Paper Structure (5 sections, 3 figures)

This paper contains 5 sections, 3 figures.

Figures (3)

  • Figure 1: $\texttt{accumulate\_PROMA}$ is called during the backward pass of the policy gradient loss and modifies the gradient accumulation. Before adding the microbatch gradient, the partially accumulated gradient is projected to be orthogonal to the gradient of each sequence in the current microbatch ($\texttt{mcb\_seq\_grads}$).
  • Figure 2: Training performance and policy statistics for PROMA, GRPO, and REINFORCE. (a) Validation performance. (b) KL divergence from the initial policy. (c) Policy entropy. (d) KL divergence between the current policy and a lagged reference policy (running mean over 40 steps).
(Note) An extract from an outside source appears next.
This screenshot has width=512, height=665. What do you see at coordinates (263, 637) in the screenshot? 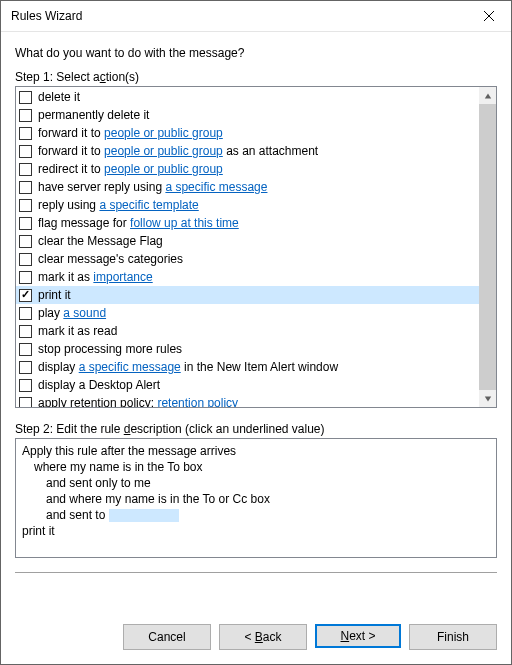
I see `back-button: < Back` at bounding box center [263, 637].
Only GRPO (blue) uses PPO clipping of the likelihood ratio.
  • Figure 3: To exactly project away the $k$ sequences in the microbatch ($\texttt{project\_to\_complement\_v1}$) takes $\approx 2k^2d$ FLOPS where $d$ is the number of parameters. The results in this section used the iterative projection $\texttt{project\_to\_complement\_v2}$ which takes $O(kd)$ FLOPS. I did not test if this was faster in practice.